I guess I’ll introduce myself first: Hi I’m Lucius (actually my great great grandfathers name - I use it for internet purposes). About a year ago I walked down to a hanger at the airport where I work to get a customers twin so I could bring it back to the shop to change a cylinder. Inside along with a boat and the airplane was the a beautiful rebuilt 4.2 engine just sitting there. I looked around and a freshly rebuilt and painted XKE body was waiting for all the parts in boxes to be mounted to it. Suddenly the “want” for an XKE hit me for the first time in 50 years.
There are two vehicles I remember exactly where I was when I first saw them: I was sitting in a big convention center in Hawaii when on the giant screen a slow reveal of a new Honda motorcycle began. First the outer right down pipe of a new big road bike was in the frame on the left of the screen. Then the next pipe over in the next frame. Then the next pipe in the next frame just left of center screen. Then the center screen revealed the center “down” pipe frame member. The crowd of about 2-3000 dealers rose to our feet cheering wildly. I don’t think anyone expected a new 6 cylinder machine. Of course the the other 3 pipes were then shown at once in the right side screen. The Honda CBX was born.
I was between classes in electronics communication at the college I was attending about 1971 when while walking across the road I saw a friend sitting in a red car I had never seen before. It was the best looking car I had ever seen before or since. It was (unknown to me) a series 1 red XKE coupe. My friend had purchased it used when he returned from Vietnam service. Next to the gear shift was a Dymo label: “Speed shifting costs $1000”. Further talk revealed I was not going to be able to afford to own one, probably not ever! Years of business and two bug eyed Sprites, Two MG TD’s, an MGA , a couple of cheap Porche’s and many sailboats, airplanes, motorcycles etc,etc. a gear head obsession with machine tools, electronics and so on. AND then in the year since seeing the hidden Jag in the hanger this turned up on ebay:
I watched it for a few days and finally they had lowered the price to 16K so I bought an airline ticket and flew 1200 miles in the morning, rented a uhaul truck, had the dealer load it while I was in the office paying for it (frame removed and bonnet standing up in truck), and by evening was stuck in LA traffic. Thirty boring “Interstate five” hours later I arrived back home in the Northwest corner of the country. The next morning I checked the load while it was still in the truck and found they had lifted the body shell by engine crane and it looked like this:
Both sides bent in on the roof. Great! But a couple days fun building body spoons to wedge inside over the unbent inner parts, careful application of the porta power, and it’s back the way it was.
So 16K car, 500 airline, 1300 truck, 1500 Washington State taxes, 500 gas, ie about 20K total, I have a titled Series one 1966 FHC E-type in my garage. OK the shell, but hidden and not really spelled out in the advert originally included was the door internals, all the glass including a nos windshield, 2 seats in decent original condition, dash top, gas tank, “other stuffs”.
Not included was what the dream really consists of except the satisfaction of seeing it in my garage and the worlds biggest Easter egg hunt!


● **YOUR TASK**
For this exercise, copy each line of the records that contains the word "name".

● **MATERIAL FOR THIS TASK**
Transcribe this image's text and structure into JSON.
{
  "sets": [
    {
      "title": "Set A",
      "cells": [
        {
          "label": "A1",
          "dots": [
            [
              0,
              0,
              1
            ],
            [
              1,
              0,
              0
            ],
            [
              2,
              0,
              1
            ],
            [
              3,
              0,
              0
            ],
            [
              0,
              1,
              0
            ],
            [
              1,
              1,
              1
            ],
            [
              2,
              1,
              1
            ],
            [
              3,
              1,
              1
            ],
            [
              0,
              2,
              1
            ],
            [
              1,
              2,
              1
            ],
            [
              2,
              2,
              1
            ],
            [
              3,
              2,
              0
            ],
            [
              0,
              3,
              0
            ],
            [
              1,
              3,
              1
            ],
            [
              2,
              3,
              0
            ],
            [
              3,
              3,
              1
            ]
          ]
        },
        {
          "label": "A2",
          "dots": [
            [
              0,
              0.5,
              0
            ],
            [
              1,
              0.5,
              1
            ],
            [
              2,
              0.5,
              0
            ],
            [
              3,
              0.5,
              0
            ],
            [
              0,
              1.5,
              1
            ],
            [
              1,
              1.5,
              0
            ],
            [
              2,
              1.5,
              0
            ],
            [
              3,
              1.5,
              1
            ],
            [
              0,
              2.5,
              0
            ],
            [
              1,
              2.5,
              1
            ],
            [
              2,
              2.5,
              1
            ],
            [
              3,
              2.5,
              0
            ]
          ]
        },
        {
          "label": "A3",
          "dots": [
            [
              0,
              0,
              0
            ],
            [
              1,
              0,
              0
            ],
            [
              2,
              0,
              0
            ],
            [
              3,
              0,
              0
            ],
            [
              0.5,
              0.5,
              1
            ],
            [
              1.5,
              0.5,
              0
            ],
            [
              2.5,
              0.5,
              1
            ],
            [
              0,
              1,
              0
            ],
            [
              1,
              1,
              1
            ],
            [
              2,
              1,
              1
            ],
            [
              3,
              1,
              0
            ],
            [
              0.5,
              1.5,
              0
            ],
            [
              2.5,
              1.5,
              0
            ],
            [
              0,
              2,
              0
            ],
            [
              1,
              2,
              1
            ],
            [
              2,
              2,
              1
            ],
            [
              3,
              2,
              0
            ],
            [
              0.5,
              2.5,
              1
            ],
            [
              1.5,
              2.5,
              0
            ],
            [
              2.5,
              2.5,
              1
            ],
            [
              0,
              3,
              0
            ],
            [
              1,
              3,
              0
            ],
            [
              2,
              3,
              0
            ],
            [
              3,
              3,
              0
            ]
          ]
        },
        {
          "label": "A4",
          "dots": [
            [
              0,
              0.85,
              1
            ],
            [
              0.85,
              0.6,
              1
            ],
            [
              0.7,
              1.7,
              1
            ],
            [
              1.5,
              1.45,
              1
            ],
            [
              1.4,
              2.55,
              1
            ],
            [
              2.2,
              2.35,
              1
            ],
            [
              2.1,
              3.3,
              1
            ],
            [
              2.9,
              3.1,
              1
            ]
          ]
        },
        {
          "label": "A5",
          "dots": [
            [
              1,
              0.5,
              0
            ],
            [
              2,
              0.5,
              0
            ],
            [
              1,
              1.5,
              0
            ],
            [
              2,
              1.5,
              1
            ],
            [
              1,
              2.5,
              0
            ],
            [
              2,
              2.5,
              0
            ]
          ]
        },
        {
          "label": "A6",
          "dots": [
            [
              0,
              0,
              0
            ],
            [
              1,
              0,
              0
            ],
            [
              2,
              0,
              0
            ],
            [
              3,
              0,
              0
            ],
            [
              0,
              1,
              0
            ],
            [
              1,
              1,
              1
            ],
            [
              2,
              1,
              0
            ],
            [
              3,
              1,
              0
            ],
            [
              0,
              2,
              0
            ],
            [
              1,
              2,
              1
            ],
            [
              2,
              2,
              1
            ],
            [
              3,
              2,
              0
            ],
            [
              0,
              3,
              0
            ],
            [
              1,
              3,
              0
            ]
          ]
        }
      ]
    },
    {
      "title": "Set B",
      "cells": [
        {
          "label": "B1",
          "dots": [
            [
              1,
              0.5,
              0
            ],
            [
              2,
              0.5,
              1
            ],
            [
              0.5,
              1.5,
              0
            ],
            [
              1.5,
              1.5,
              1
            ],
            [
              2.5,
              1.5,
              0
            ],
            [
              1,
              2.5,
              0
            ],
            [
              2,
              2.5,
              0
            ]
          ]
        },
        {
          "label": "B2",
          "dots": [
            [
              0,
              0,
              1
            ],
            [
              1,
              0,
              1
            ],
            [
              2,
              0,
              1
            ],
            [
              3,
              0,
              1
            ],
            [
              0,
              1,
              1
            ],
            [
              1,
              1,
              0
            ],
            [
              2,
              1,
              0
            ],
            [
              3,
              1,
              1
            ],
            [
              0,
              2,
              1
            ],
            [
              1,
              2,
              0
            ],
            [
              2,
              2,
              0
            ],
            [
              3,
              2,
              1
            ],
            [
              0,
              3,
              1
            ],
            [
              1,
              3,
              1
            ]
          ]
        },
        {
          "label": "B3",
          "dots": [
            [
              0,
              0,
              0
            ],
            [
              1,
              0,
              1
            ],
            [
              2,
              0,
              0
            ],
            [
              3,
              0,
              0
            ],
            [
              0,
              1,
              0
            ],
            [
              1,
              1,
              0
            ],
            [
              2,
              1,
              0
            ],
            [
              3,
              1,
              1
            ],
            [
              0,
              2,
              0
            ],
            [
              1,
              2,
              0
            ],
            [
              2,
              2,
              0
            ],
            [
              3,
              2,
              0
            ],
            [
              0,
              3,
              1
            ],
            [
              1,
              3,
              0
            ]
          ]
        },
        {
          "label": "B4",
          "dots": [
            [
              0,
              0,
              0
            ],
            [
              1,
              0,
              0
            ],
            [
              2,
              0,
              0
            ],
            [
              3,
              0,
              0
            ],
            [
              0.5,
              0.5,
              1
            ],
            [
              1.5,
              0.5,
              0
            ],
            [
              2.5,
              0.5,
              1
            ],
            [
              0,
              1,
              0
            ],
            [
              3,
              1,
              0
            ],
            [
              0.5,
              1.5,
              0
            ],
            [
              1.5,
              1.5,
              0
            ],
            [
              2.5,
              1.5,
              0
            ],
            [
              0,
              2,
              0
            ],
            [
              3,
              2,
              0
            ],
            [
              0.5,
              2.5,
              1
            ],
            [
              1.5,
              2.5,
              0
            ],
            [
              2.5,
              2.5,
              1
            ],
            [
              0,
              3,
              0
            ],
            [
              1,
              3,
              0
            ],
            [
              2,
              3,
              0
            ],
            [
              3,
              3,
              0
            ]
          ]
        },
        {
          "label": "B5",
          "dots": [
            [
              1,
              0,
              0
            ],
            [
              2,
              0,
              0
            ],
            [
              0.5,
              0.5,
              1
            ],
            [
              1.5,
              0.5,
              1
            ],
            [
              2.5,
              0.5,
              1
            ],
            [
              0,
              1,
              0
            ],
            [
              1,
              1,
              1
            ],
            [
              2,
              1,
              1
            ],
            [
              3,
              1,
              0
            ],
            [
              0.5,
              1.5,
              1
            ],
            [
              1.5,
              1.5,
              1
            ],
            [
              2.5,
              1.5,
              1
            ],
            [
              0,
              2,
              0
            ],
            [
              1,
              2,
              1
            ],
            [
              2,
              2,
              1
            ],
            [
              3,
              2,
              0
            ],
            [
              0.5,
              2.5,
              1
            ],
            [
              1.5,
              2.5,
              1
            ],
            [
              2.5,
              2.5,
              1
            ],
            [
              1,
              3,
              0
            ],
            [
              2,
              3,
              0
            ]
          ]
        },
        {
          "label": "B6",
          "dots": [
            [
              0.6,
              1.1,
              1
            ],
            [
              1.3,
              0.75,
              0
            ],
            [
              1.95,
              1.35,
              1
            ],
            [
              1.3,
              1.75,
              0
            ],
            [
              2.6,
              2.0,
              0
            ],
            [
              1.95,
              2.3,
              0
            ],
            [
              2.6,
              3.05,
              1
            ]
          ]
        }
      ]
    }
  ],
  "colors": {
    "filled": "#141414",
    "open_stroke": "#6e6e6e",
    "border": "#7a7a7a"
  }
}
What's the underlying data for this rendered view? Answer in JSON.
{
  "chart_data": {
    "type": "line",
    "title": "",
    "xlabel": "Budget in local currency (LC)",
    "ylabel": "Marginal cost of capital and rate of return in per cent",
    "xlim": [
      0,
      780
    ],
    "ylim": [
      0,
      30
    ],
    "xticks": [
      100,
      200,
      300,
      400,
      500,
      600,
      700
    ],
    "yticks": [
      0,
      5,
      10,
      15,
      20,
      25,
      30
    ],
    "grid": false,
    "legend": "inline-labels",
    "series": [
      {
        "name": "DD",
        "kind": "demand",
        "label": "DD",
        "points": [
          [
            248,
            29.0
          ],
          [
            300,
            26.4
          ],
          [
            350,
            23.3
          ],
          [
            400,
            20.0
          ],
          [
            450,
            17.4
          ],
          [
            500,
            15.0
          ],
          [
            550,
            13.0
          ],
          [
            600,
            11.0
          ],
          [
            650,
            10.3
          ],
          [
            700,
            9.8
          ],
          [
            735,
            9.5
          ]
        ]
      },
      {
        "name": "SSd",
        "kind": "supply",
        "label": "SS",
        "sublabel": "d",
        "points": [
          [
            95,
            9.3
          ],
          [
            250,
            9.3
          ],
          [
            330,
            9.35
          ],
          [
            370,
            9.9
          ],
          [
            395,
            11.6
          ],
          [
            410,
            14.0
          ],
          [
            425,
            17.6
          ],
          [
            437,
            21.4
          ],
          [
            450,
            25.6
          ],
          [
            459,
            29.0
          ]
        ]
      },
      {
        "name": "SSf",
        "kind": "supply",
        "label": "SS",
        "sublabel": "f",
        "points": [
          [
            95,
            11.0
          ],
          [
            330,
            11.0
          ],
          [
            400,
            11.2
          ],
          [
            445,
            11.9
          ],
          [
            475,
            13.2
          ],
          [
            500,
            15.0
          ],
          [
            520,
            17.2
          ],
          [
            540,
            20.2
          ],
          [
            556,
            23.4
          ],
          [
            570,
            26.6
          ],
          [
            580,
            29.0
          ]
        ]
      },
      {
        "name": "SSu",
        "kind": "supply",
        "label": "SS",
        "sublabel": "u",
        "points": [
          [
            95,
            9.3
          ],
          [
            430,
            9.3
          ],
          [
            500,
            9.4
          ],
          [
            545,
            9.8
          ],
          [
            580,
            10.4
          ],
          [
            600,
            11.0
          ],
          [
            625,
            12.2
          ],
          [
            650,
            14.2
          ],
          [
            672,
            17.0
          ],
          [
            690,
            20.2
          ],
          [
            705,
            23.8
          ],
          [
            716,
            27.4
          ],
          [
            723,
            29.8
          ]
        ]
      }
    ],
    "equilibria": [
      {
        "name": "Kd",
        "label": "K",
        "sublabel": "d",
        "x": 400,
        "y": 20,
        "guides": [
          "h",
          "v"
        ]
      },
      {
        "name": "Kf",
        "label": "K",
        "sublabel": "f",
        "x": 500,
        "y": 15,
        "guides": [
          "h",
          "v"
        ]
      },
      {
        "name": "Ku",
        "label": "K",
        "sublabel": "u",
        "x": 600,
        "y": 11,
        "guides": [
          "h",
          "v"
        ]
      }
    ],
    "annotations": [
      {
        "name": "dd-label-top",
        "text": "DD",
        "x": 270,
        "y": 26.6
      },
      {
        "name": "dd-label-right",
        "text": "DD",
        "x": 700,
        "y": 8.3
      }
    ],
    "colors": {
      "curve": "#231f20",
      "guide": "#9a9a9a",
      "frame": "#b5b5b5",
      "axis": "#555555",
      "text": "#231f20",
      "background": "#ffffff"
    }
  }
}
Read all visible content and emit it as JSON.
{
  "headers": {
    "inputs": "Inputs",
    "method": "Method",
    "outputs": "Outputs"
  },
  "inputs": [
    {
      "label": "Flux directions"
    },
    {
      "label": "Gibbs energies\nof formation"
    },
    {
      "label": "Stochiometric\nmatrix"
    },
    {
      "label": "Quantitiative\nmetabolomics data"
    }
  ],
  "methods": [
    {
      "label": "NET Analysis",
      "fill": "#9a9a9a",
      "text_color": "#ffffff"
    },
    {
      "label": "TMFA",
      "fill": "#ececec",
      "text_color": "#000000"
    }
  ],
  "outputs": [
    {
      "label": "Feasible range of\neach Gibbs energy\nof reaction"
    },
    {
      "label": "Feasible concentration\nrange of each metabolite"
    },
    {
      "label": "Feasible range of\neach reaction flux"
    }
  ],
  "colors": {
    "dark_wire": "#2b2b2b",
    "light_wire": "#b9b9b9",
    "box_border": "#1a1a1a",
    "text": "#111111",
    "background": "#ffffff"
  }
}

● **EXPECTED OUTPUT**
        "name": "DD",
        "name": "SSd",
        "name": "SSf",
        "name": "SSu",
        "name": "Kd",
        "name": "Kf",
        "name": "Ku",
        "name": "dd-label-top",
        "name": "dd-label-right",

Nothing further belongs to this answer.